Microsoft to Shift GitHub Copilot to Token-Based Billing, Pauses Individual Signups
Key Takeaways
- ▸Microsoft is pausing new signups for GitHub Copilot Pro, Pro+, and Student tiers while transitioning to token-based billing
- ▸The company will tighten rate limits across individual and business accounts and remove high-cost models from cheaper subscription tiers
- ▸Weekly operational costs for GitHub Copilot have nearly doubled since January 2024, making the current subsidy-heavy model unsustainable
Summary
Microsoft is planning a significant overhaul of its GitHub Copilot pricing model, moving from request-based billing to token-based pricing where users pay for actual compute costs. Internal documents reveal the company will temporarily pause new signups for individual and student tiers of GitHub Copilot Pro and Pro+, while implementing tighter rate limits across all account levels. The shift comes as the weekly cost of running GitHub Copilot has nearly doubled since the start of 2024, forcing Microsoft to address the unsustainable economics of subsidized AI products.
As part of the transition, Microsoft plans to remove Anthropic's Opus model family from the cheaper $10/month GitHub Copilot Pro tier and will eliminate free trials for paid individual plans. The move reflects a broader industry trend toward ending subsidized AI services, with competitors like Anthropic and OpenAI similarly shifting to cost-recovery models. While Microsoft has confirmed some details in a blog post, the exact timeline for the full transition to token-based billing remains unclear.
- This marks the end of subsidized AI pricing at Microsoft, reflecting industry-wide pressure to align pricing with actual compute costs
Editorial Opinion
Microsoft's shift toward token-based billing for GitHub Copilot signals the inevitable end of the 'free lunch' era in AI products. While the move may frustrate individual developers accustomed to flat-rate pricing, it reflects economic reality: sustaining AI services at current scale while subsidizing user costs is simply not viable. The industry-wide pivot toward usage-based pricing should actually benefit serious developers by creating more predictable and fair cost models, though it will likely reduce casual adoption and experimentation.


__WHAT YOU ARE ASKED TO DO__:
For the listing below, work out how many lines hold the word "polynesia" and give that number by itself.

__EXTRACTED INFORMATION__:
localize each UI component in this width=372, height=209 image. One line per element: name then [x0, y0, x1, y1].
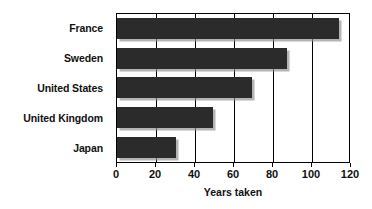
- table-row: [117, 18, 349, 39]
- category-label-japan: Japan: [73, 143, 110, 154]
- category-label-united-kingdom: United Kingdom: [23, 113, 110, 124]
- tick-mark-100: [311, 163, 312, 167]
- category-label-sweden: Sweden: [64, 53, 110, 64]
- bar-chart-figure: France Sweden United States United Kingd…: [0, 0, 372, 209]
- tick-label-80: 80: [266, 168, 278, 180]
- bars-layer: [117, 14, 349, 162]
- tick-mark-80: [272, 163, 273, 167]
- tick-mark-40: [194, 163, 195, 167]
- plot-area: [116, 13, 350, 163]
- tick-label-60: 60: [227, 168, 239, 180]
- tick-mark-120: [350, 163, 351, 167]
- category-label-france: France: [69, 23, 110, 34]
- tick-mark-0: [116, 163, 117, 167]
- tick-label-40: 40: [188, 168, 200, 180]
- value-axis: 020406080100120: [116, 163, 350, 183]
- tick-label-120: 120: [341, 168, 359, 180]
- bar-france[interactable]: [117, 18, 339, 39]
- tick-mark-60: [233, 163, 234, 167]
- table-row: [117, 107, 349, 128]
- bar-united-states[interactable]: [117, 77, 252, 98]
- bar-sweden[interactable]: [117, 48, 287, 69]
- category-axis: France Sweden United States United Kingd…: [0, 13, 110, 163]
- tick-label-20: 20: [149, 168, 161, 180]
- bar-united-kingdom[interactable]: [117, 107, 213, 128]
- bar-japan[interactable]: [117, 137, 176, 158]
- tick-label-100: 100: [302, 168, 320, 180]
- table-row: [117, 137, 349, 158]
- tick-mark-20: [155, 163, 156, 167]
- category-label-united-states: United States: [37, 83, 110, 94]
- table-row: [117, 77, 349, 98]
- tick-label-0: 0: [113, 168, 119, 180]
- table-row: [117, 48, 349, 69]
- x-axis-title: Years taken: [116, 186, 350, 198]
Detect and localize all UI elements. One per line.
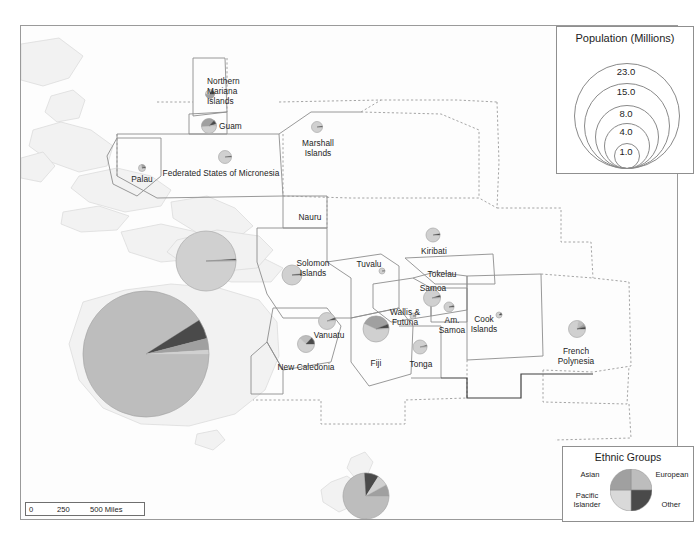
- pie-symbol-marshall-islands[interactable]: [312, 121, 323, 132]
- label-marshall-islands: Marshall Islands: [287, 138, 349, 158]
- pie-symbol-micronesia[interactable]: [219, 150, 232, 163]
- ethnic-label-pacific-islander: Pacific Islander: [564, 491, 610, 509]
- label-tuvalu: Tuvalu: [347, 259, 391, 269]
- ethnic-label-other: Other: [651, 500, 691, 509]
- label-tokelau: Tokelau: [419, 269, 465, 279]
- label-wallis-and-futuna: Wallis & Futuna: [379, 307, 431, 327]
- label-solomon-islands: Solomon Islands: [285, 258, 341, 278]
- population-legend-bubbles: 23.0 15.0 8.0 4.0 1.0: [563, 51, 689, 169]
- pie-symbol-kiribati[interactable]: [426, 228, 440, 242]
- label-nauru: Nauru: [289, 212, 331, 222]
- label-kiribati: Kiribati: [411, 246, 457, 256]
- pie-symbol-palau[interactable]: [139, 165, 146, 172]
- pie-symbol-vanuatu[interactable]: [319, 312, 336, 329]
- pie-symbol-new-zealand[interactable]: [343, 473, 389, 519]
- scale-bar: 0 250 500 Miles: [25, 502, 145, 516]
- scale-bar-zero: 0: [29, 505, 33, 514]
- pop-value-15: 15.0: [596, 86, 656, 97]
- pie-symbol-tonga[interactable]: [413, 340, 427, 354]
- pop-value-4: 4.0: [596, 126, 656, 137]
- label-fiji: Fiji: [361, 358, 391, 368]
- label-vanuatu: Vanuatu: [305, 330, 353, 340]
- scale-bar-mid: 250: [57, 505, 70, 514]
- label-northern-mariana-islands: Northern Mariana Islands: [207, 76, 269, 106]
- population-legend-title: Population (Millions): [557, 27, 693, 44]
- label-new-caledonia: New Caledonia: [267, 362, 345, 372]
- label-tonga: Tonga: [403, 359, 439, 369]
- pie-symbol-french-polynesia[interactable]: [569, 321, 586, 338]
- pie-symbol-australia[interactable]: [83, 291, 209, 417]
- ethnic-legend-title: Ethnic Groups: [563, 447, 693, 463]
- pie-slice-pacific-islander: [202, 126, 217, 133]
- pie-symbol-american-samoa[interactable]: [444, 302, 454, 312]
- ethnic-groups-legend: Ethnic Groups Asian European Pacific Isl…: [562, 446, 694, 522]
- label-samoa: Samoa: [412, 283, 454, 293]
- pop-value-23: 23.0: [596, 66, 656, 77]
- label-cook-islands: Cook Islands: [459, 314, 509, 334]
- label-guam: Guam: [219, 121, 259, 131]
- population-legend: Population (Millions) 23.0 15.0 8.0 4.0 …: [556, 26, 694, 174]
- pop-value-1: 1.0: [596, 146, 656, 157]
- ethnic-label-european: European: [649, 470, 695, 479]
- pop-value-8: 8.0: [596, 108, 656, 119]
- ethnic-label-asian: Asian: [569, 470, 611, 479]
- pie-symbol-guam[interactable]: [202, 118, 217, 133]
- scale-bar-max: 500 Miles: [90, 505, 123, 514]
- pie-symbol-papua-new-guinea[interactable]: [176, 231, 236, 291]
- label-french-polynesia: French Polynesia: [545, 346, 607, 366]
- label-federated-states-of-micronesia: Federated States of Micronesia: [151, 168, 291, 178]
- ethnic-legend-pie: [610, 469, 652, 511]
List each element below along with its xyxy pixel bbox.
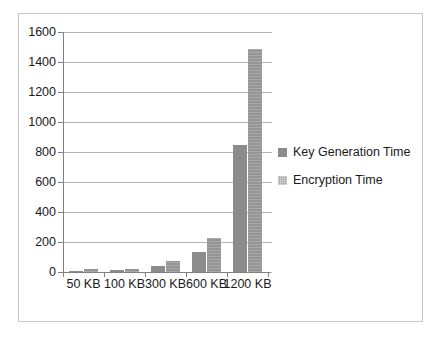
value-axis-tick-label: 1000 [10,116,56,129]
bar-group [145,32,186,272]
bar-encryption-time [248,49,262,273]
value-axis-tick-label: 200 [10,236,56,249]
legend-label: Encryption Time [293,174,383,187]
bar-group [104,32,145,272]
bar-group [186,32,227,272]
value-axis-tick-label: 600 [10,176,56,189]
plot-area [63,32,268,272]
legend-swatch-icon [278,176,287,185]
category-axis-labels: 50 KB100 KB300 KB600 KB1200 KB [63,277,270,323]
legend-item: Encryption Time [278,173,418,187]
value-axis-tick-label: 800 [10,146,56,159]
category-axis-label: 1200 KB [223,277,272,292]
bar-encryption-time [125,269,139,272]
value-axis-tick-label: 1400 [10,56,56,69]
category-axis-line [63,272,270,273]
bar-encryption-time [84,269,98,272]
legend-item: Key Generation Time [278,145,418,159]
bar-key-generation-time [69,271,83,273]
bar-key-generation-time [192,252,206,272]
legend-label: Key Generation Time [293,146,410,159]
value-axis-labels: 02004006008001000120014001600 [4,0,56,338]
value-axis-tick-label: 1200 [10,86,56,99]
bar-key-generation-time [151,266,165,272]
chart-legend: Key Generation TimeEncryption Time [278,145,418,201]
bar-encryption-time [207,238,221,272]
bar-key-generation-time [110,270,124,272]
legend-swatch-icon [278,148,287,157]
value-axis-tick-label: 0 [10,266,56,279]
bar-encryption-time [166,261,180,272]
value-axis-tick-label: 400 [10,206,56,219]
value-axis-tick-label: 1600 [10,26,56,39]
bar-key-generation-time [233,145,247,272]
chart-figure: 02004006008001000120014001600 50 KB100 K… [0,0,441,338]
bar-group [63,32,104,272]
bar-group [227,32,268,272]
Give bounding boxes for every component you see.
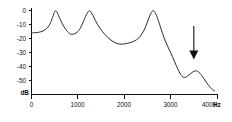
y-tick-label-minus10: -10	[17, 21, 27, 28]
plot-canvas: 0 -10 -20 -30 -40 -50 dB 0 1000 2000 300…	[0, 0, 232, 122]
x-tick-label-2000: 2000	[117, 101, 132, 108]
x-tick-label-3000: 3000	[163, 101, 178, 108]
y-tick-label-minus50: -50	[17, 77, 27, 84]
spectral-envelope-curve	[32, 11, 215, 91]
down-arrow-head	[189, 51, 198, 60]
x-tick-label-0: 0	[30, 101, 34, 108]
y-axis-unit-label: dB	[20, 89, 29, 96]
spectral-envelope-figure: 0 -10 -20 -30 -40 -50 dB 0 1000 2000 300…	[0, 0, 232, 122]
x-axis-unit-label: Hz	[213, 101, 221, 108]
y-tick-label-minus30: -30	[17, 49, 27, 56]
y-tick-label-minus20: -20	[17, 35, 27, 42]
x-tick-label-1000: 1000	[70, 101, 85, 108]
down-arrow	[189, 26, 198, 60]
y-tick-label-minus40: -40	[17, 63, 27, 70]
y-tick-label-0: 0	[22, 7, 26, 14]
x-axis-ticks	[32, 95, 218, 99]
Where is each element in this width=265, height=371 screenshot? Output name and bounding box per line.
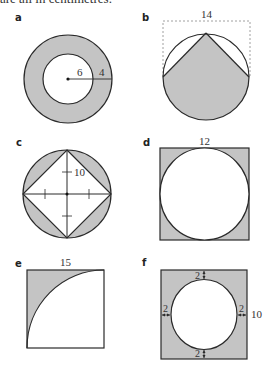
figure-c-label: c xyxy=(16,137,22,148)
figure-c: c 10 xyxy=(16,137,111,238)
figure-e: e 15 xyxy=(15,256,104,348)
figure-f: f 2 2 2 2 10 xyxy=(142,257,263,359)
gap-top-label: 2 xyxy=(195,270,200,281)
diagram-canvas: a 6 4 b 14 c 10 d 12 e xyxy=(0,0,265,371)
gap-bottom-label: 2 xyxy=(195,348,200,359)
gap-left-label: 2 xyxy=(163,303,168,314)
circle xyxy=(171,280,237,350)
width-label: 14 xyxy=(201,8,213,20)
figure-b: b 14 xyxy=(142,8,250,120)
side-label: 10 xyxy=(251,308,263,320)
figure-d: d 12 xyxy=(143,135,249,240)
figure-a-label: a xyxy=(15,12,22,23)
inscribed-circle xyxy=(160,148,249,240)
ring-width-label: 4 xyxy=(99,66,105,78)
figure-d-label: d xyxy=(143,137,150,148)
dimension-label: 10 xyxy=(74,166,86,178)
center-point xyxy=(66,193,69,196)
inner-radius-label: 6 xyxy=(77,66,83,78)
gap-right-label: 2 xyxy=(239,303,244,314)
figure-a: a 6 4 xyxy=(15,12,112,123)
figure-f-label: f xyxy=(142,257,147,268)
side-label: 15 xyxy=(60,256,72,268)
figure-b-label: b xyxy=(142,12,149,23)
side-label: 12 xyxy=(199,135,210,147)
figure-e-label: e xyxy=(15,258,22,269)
* * *
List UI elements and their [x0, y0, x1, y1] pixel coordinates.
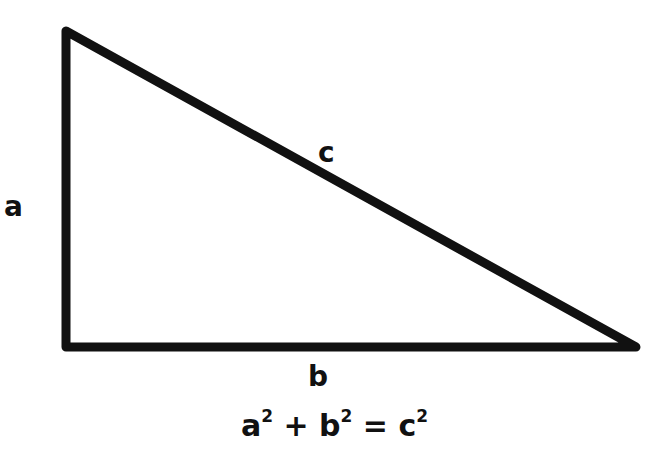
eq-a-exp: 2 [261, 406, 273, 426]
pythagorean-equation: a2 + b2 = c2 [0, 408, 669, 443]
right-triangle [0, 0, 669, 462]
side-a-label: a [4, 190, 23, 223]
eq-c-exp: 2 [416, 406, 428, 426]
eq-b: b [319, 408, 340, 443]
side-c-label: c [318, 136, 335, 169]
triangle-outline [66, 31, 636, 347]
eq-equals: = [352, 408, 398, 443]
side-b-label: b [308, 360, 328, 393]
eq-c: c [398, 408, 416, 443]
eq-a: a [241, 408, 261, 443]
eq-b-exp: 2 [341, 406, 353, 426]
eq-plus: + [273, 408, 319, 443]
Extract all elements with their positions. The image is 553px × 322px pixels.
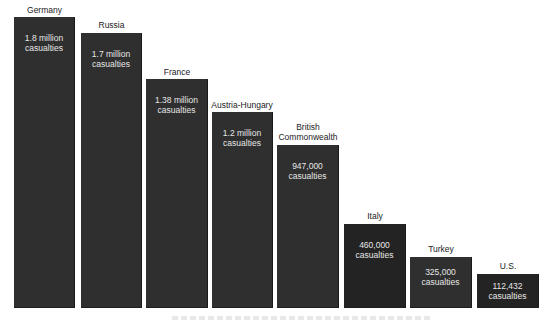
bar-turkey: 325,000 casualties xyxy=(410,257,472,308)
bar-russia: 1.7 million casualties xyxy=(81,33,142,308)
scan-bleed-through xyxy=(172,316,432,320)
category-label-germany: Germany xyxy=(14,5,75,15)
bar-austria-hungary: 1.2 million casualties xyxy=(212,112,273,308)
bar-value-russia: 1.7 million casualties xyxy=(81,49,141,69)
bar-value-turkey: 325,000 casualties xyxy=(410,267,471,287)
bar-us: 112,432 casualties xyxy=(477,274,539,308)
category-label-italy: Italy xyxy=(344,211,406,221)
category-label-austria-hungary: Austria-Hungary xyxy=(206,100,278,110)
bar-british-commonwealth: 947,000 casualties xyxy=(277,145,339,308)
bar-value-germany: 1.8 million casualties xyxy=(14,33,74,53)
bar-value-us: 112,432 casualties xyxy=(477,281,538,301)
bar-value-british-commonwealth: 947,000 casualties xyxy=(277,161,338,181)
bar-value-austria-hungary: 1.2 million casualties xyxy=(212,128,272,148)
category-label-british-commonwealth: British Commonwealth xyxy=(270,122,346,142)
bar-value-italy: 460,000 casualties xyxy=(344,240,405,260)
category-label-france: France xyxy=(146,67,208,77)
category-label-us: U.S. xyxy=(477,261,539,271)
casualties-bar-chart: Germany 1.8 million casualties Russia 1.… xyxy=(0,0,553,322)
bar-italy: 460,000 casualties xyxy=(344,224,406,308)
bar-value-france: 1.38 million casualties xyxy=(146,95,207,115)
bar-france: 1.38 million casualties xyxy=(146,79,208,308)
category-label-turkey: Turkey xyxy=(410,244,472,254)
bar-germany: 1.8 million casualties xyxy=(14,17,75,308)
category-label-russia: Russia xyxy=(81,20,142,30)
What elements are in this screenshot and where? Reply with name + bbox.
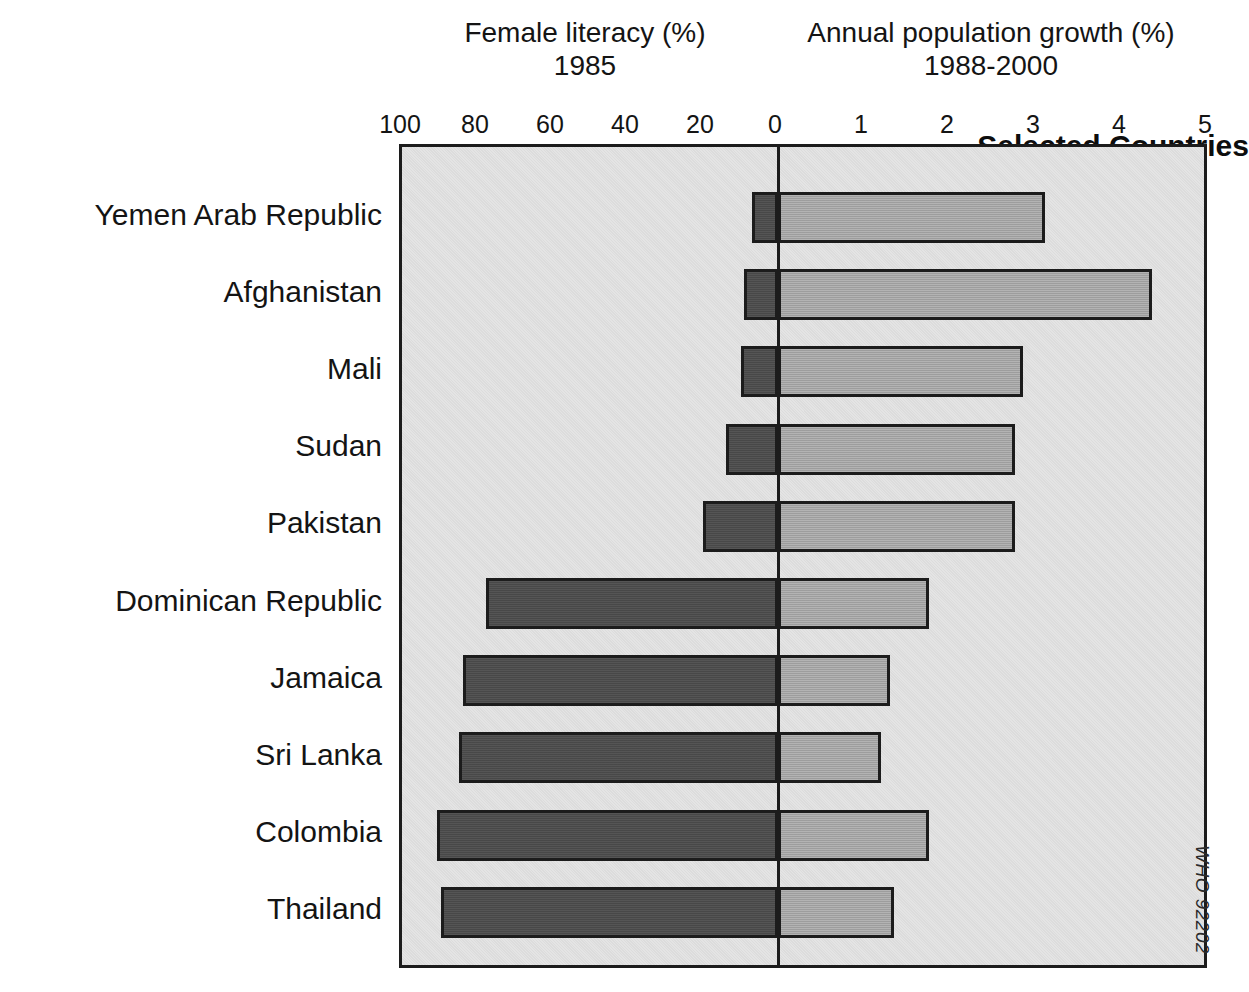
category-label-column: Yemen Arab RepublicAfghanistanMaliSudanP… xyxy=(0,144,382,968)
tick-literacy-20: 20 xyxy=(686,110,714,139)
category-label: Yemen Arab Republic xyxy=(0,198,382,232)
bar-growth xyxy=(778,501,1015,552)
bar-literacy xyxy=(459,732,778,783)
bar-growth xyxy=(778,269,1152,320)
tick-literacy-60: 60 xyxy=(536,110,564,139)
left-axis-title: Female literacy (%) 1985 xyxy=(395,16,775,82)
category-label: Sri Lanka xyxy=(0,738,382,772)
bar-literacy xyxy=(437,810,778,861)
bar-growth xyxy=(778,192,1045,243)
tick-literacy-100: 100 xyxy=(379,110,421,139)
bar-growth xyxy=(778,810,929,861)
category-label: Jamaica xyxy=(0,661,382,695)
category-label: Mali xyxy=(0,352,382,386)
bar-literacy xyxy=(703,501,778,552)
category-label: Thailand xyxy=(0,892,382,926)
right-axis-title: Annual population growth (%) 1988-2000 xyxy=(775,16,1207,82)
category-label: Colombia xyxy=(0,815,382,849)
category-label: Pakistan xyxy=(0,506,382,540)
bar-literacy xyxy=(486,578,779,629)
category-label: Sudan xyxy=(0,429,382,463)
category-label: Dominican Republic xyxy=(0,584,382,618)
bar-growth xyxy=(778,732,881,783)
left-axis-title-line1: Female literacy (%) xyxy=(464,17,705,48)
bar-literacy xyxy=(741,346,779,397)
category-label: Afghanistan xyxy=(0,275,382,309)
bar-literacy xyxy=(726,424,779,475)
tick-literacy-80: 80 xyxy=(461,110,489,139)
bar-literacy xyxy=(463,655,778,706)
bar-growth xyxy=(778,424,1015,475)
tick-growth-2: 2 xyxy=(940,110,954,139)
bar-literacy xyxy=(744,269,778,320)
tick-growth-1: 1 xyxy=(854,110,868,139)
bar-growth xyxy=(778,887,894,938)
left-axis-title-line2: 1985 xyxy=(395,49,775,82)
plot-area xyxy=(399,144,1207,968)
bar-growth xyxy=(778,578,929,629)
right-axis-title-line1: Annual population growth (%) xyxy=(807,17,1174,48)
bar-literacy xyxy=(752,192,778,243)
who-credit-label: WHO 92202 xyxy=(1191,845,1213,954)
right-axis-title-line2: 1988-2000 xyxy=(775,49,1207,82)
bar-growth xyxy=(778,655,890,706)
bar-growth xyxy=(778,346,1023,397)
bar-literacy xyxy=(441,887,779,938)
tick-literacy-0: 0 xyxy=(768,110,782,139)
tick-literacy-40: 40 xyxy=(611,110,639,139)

__TASK SOLUTION__:
2